The trend of nuclear families is eating away social morality like termites.
The trend of nuclear families is eating away social morality like termites.
The increasing nuclear families have changed the very nature of our society. Today's children are not getting the values and discipline that they used to inherit from joint families, and as a result of this, social problems like family breakdown, domestic violence, feelings of insecurity, suicide, rape, kidnapping, etc. have spread in society. The biggest worrying situation is that of our elders. However, the main reason for the increasing nuclear families is the restrictions, customs, and traditions of joint families. Even now, people need to mold their thinking according to the times.
■ Priyanka Saurabh
The growing influence of nuclear families, consisting of small families of parents and children, has significantly eroded the own family group, especially its traditional function in inculcating values. This shift, driven by urbanization, financial pressures, and individualistic lifestyles, has altered the way values are transmitted. While nuclear families allow for independence and personal growth, they also face challenges in transmitting cultural, moral, and ethical values that were previously reinforced through the extended family structure. Impact on the family as an institution for inculcating values The role of the extended family in value transmission has diminished.
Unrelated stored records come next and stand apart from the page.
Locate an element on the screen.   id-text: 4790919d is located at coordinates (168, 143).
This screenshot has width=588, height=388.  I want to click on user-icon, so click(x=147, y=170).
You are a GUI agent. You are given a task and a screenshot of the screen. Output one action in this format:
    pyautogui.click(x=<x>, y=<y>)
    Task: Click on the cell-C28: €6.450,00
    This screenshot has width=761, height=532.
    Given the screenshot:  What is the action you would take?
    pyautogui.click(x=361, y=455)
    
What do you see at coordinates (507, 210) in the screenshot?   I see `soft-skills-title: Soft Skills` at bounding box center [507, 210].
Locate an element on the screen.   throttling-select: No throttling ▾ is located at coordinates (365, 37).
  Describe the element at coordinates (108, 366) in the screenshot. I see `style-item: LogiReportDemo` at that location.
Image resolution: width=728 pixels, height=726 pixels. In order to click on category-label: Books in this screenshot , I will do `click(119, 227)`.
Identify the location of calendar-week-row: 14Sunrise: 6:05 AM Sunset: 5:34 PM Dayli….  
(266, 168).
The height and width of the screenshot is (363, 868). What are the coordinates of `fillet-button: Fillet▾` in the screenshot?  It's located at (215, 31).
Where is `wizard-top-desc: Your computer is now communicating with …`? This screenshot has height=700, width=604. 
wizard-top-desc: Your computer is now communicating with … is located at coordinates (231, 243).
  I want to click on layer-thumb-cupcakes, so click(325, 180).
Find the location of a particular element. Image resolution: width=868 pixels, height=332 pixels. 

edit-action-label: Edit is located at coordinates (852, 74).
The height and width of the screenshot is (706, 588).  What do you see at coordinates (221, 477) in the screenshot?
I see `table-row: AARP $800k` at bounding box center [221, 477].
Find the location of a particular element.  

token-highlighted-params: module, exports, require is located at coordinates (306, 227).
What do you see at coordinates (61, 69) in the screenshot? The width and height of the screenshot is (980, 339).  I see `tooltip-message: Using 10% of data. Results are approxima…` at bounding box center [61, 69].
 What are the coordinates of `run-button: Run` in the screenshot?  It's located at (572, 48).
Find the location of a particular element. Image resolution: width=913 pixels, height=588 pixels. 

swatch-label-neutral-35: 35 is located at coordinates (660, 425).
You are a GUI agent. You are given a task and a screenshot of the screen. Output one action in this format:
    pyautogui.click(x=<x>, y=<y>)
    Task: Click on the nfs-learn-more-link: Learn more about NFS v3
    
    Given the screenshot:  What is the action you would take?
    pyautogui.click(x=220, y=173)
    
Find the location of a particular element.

In traditional joint families, grandparents, uncles, and aunts played an important role in storytelling, advising, and reinforcing collective values such as identity and a sense of network for elders. With nuclear families, this intergenerational connection is weakened, restricting children's exposure to different viewpoints. Confucius emphasized one's family members as the first capacity for virtue. The decline of multi-generational living may also weaken this moral education. In nuclear families, parents bear the entire burden of supplying values, regularly combining this with professional commitments. This may lead to a shortage due to time constraints or stress. Urban nuclear families may prioritize educational fulfillment over coaching of empathy or patience, creating individualistic attitudes in children. Nuclear families promote values such as autonomy, decision-making, and personal responsibility, which align with current societal demands.
John Stuart Mill valued individual freedom and self-reliance as qualities essential to individual and social progress, which nuclear families effectively sell. Nuclear families often prioritize the needs of their own family, which undoubtedly diminishes the awareness of collective values such as sharing, sacrifice, and mutual aid, which were essential to the joint family system. Festivals, which once strengthened networks and cultural bonds in joint families, are now celebrated in solitude. While traditional systems are weakening, nuclear families are becoming more and more dependent on schools, peer groups, and virtual systems for education. However, a lack of personal mentoring can also impair moral development. In nuclear families, the absence of models from multiple positions can also limit children's ability to observe and study multiple virtues. The growing emphasis on nuclear families has reshaped the family's position in developing values. While promoting independence and self-reliance, it often diminishes awareness of collective knowledge and cultural traditions provided by extended families.
To bridge this gap, nuclear families must consciously adapt by emphasizing pleasant parenting, fostering network connections, and responsibly taking advantage of modern tools. As Confucius said, "The energy of the state is derived from the integrity of the home," highlighting that families, regardless of structure, remain valuable for shaping moral citizens. The nuclear family is an "organic" phenomenon of primate human society. It is not an adaptive form in the evolutionary archive of human development nor a useful addition to economic society. Rather, it is almost customary in human time and social space. Its nucleus is a unit of husband-wife and parents-children. Its normal form often errs because of death, abandonment, or loss of offspring, but its model form is maximally stable. Under all circumstances, there tend to be elderly parents of the spouses within the family and sometimes additional distant family, although those semi-external factors are due more to necessity and filial piety than to any other cause.
Under different social circumstances, the nuclear family is united to the external society using various means, including "clans," castes, villages, and public regulation. The nuclear unit in Western society has become more and more difficult for spiritual bureaucracy for moral management and for civil regulation for governance purposes. Relatives, in addition to loved ones, have lost power. This has made one's own family more "factual" than in its former state of extreme morality. As a result, the nuclear family has weakened because it is largely an organization of religion and is no longer very much controllable with the aid of litigation and public regulation.
This is therefore not going well in Western countries, leading to a general loss of fundamental primate values. This leads to the reform of family corporations, which bring "spontaneous" moral pressures back into the picture. The fate of the nuclear family, here called a "counter-revolution," will probably be one of increasing assistance from relatives in the next generation. There has been so much change in the social structure that now there is very little difference between live-in relationships and marital affairs, as a result of which women and men have started preferring to remain single rather than getting interested in marital relationships. The fault here is not of any family but of giving preference to western values. We Indians have now started considering it better to separate from the responsibilities rather than fulfilling them. Now in the West, people within their own families tend to move cyclically at short intervals of several generations. A study of 55,000 families shows this suggested reversal.